International protests of racial injustice and police violence that Floyd's May 25 death spurred show no sign of abating. A white police officer who pressed a knee on Floyd's neck for more than eight minutes has been charged with murder.
In Britain, where more than 200 demonstrations have been held so far, people gathered in London's Parliament Square for a vigil timed to coincide with Floyd's funeral.
Elsewhere in England, demonstrators gathered to demand the removal of a statue of Cecil Rhodes, a Victorian imperialist in southern Africa who made a fortune from mines and endowed Oxford University's Rhodes scholarships.
Several hundred supporters of the Rhodes Must Fall group chanted "Take it down" before holding a silent sit-down vigil in the street to memorialise Floyd.
France has seen nationwide protests calling for greater law enforcement accountability, and more demonstrations were being held today.
Floyd's death has resonated especially strongly in France's banlieues, or suburbs, where poverty and minority populations are concentrated.
Protesters marching in solidarity with US demonstrations over Floyd's death have also called for justice for Adama Traore, a young man of Malian origin whose death in French police custody in 2016 is still under investigation.
French Prime Minister Edouard Philippe has met police and citizens' groups as part of efforts to calm tensions.
He said that the code of police ethics would be reviewed. The French Government has also announced that the chokehold would no longer be taught in police training.
Statues, as long-lasting symbols of a society's values, have become a focus of protest around the world.
On Sunday, protesters in the southwestern English city of Bristol hauled down a statue of Edward Colston, a 17th-century slave trader and philanthropist, and dumped in the city's harbour.
That act revived calls for Oriel College to take Rhodes down from his place above its main entrance.
Today, city officials urged the college to apply for permission to remove the statue so that it could be placed in a museum.
A large statue of Rhodes that had stood since 1934 was removed from South Africa's University of Cape Town in April 2015, after a student-led campaign that also urged the university to increase its numbers of black lecturers and to make the curriculum less Eurocentric.
In 2003, the Rhodes scholarships were renamed the Mandela Rhodes scholarships in South Africa, and a partnership was formed with the Nelson Mandela Foundation.
In Antwerp, authorities used a crane to remove a statue of Belgium's former King Leopold II that had been splattered with red paint by protesters, taking it away for repairs. It was unclear whether it would be re-erected.
Leopold took control of Congo in 1885 and enslaved much of its people to collect rubber, reigning over a brutal regime under which some 10 million Congolese died.
In London, a statue of 18th-century slave owner Robert Milligan will be taken from its place in the city's docklands. The Canal and River Trust said it was working with local authorities and a local museum "to organise its safe removal as soon as possible."
In Edinburgh, Scotland, there are calls to tear down a statue of Henry Dundas, an 18th-century politician who delayed Britain's abolition of slavery by 15 years.
The leader of Edinburgh City Council, Adam McVey, said he would "have absolutely no sense of loss if the Dundas statue was removed and replaced with something else or left as a plinth."
British Prime Minister Boris Johnson has acknowledged that it was "a cold reality" that people of colour in Britain experienced discrimination, but said those who attacked police or desecrated public monuments should face "the full force of the law."
Some historical figures have complex legacies. At weekend protests in London, demonstrators scrawled "was a racist" on a statue of Winston Churchill. Britain's wartime prime minister is revered as the man who led the country to victory against Nazi Germany.
But he was also a staunch defender of the British Empire and expressed racist views.
Khan suggested Churchill's statue should stay up.
"Nobody's perfect, whether it's Churchill, whether it's Gandhi, whether it's Malcolm X," he told the BBC, adding that schools should teach children about historical figures "warts and all."
"But there are some statues that are quite clear-cut," Khan said. "Slavers are quite clear-cut in my view, plantation owners are quite clear-cut."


In the records below, pick out all lines containing the word "Transport".
Segment Start: TASK MATERIAL
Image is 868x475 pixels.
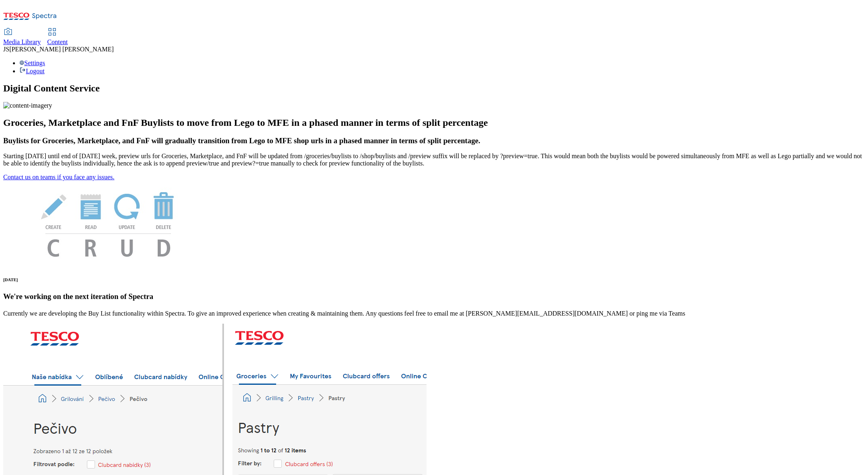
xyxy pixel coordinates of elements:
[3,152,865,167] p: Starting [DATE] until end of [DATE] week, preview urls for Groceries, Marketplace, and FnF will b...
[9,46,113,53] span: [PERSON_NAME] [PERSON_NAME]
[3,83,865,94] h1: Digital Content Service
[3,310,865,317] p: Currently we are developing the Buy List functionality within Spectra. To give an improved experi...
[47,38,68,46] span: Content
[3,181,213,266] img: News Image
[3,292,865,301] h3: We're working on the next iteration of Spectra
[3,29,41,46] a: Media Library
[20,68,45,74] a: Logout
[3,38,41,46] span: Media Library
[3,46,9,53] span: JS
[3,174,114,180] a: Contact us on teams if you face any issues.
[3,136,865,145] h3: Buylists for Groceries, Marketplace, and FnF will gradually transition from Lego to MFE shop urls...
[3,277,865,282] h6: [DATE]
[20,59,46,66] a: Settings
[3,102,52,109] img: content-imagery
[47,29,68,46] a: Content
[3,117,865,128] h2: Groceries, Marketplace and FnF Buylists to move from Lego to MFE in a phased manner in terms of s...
Segment End: TASK MATERIAL
Segment Start: TASK MATERIAL
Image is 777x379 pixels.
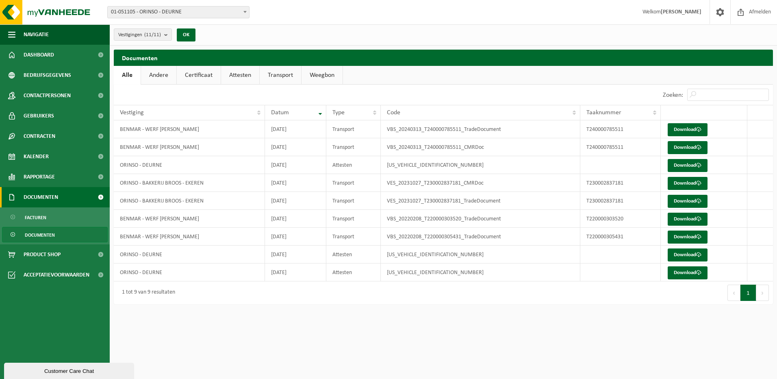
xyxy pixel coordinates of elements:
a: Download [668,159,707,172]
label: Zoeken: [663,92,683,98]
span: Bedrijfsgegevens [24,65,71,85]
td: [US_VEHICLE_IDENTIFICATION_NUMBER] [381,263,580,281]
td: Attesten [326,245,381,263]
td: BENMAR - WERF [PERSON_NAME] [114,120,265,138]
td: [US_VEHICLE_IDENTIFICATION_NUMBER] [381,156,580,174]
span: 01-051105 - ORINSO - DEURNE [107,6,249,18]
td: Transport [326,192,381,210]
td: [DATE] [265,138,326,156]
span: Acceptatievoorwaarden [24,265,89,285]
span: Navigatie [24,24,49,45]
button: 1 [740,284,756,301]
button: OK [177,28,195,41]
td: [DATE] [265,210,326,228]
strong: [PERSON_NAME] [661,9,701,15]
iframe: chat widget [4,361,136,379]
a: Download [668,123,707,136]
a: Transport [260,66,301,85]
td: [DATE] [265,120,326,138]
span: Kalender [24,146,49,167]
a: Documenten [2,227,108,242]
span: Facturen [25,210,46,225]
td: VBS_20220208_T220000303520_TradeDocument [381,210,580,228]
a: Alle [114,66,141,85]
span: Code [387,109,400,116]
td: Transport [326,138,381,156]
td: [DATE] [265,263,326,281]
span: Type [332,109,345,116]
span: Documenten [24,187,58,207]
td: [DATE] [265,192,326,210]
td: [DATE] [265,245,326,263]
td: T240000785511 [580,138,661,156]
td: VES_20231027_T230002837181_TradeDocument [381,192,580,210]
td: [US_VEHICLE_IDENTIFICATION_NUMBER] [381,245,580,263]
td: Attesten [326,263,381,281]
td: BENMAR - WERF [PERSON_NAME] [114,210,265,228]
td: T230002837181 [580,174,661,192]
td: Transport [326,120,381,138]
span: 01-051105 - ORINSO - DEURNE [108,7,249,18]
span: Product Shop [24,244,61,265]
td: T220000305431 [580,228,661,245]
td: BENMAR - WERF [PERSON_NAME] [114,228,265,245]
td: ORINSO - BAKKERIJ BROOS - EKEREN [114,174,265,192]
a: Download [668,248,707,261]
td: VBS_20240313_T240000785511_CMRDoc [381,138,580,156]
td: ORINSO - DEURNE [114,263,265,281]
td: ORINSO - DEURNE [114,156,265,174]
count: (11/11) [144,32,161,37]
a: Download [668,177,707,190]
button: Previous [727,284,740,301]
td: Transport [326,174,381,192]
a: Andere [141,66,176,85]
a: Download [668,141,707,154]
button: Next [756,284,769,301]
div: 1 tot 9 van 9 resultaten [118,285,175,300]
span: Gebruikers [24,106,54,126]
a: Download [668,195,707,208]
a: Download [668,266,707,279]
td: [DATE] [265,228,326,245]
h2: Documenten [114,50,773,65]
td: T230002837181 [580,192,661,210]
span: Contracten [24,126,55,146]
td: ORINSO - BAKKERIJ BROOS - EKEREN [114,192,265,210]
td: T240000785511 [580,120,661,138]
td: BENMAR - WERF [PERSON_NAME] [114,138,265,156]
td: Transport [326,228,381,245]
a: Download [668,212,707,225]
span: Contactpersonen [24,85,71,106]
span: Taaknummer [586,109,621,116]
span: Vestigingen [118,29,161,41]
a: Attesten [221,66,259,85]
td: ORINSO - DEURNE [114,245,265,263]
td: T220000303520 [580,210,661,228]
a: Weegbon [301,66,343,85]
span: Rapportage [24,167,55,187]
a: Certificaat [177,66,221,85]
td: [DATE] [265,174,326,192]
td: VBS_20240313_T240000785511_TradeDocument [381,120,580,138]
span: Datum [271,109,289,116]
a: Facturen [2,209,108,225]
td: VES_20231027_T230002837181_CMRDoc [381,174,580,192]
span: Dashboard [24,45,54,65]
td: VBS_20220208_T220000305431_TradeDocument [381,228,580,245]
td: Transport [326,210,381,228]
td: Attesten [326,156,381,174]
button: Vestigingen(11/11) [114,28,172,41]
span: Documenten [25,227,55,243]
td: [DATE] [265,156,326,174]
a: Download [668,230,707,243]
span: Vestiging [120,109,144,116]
Segment End: TASK MATERIAL
RESPONSE FOR THIS EXERCISE:
td: Transport [326,192,381,210]
a: Transport [260,66,301,85]
td: Transport [326,138,381,156]
td: Transport [326,120,381,138]
td: Transport [326,174,381,192]
td: Transport [326,228,381,245]
td: Transport [326,210,381,228]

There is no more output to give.